By Roger Cormier
It's not one thing with the Mets. It's a bunch of small things mucking up the enterprise. I don't know if this will be anywhere near cathartic. Still, I'm going to do it: identify all of the problems. Sometimes the only way out is through or whatever.
Father Time and His New Pitch Timer
Max Scherzer, Justin Verlander and Carlos Carrasco aren't ancient in the real world dammit (said the 40-year old). In baseballland, they're old fucks. Two of the three old fogies who will be immortalized in Cooperstown someday soonish, but they're old fucks all the same. Track records become trivia at the end of sports careers. Add to it the pitch timer, making the walking dead work faster, and you got yourself a disaster stew going.
The Kids Are Not What The Who Said They Were (Yet)
It's not like Mark Vientos got a fair shake. Whither Ronny Mauricio? Francisco Álvarez is in the stage of his rookie year where pitchers have "figured him out" the first time around and he needs to adjust, and that always is a struggle. After 225 career at-bats, Brett Baty's OPS+ is a not enraging but not top prospect ish 88. He also made that terrible yip in Philadelphia last Sunday that won't be forgotten for awhile. Time is on their side though. The entertainment of the second half might be in seeing the "Baby Mets" develop into stars right before our very eyes.
Mind Games
There have been an alarming amount of mental oopsies from the Mets. Brandon Nimmo's mistakes have been the most noticeable, at least to me. He infamously (to me) forgot how many outs there were once this season, and this is the guy who always indicates how many outs there are on the bases with his fingers.
Sugar Withdrawal
Edwin Díaz's freak injury during the World Baseball Classic had a trickle down effect on the Mets' bullpen, a unit needed more than ever with the starters not doing their job effectively. With all due respect to Dominic Leone and Vinny Nittoli, having cool names does not mean you belong in The Show, on a team with an all-time record-setting payroll. The bullpen struggles show in the Mets having lost 16 one-run games, one more than they did all of last year.
The Carlos Correa Thing
That was weird, right? It went down in December and January and it's still weird. Correa was totally a Met and then he wasn't. It doesn't matter that his OPS+ is currently lower than Baty's this season: the vibes were thrown askew after he ended up in Minnesota.
No Batting Champs in the Building
From SNY last Thursday:
They've Been (Slightly) Unlucky
Through the first half of the 2023 season, the Mets' pythagorean record was 39-42. Their real record was 36-45. It's only a three-game difference you say, until you realize the Mets need every damn game they can get to sniff a wild card spot.
Gelbs and Wayne-O Are Keeping Zoom in Business
Steve Gelbs and Wayne Randazzo's best friendship took a huge hit when the latter made a lateral career move and bolted across the country to Anaheim to work their television broadcasts. The Mets see Gelbsie just about every day: his no doubt sour mood can't be helping morale.
Ray Ramirez
For old times sake, let's blame the former team trainer who would get booed on Opening Day. #nostalgia
They Aren't Getting Hit in the Head Enough
Okay, that's silly. What I really mean is they haven't had a rally-the-troops against a common enemy moment. Last season's second game memorably featured a heated confrontation with Steve Cishek and the Nationals after the reliever hit Francisco Lindor in the face with a pitch, approximately the 10,000th hit by pitch committed by Washington already that series. New manager Buck Showalter's eruption and his teammates having his back immediately provoked Lindor to say after, "I'm super proud to be a Met." Buck became immortal to the players after that. 2023 hasn't had that fire, AND the Mets are STILL the league leaders in getting plunked.
But other than that Mrs. Lincoln, how was the play?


Go to the line below containing "Locate an element on the screen. The height" and print exactly from there through the line containing "The width and height of the screenshot is (920, 426).", both included. Print nothing else.

DATASET RECORDS —
○ ○ ○ ○ ○ ○ ○
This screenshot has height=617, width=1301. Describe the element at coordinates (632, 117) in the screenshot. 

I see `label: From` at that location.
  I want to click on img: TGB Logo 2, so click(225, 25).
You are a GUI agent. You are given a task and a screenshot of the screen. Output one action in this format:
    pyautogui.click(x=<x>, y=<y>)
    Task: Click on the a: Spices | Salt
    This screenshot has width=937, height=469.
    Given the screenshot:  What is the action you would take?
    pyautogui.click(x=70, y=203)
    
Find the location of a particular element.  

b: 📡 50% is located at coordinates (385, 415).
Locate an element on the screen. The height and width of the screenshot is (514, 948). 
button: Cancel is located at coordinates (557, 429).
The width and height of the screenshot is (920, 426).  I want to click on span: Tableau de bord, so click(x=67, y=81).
○ ○ ○ ○ ○ ○ ○
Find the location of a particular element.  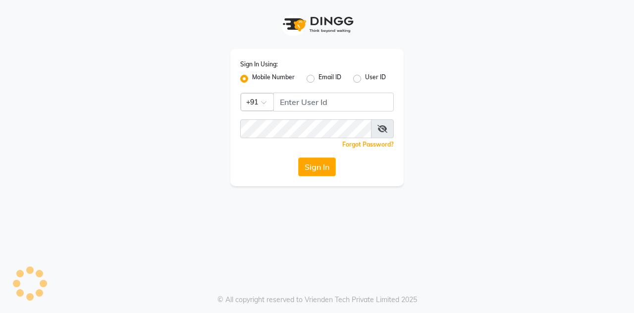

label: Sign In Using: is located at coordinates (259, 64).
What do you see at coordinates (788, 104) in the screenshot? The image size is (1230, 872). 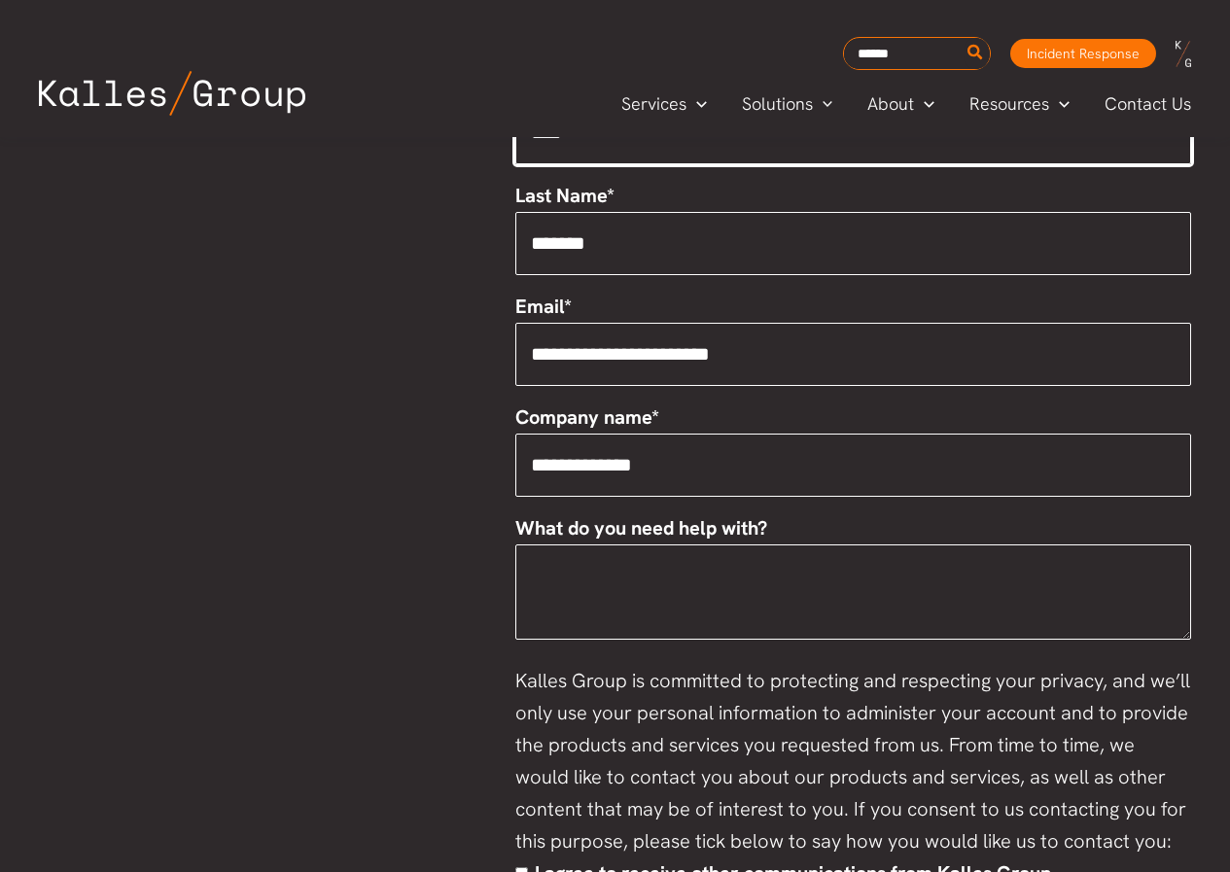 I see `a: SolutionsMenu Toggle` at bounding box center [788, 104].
○ ○ ○ ○ ○ ○ ○
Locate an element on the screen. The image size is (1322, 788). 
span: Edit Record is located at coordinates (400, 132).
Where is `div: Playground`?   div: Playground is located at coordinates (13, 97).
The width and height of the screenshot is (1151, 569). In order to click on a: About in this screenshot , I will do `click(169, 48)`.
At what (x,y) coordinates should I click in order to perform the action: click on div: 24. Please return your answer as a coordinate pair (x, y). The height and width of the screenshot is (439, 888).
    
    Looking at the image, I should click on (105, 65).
○ ○ ○ ○ ○ ○ ○
WRITTEN SOLUTION —
Locate an element on the screen. The height and width of the screenshot is (514, 948). 
button: Cancel is located at coordinates (557, 429).
The width and height of the screenshot is (920, 426).  I want to click on span: Tableau de bord, so click(x=67, y=81).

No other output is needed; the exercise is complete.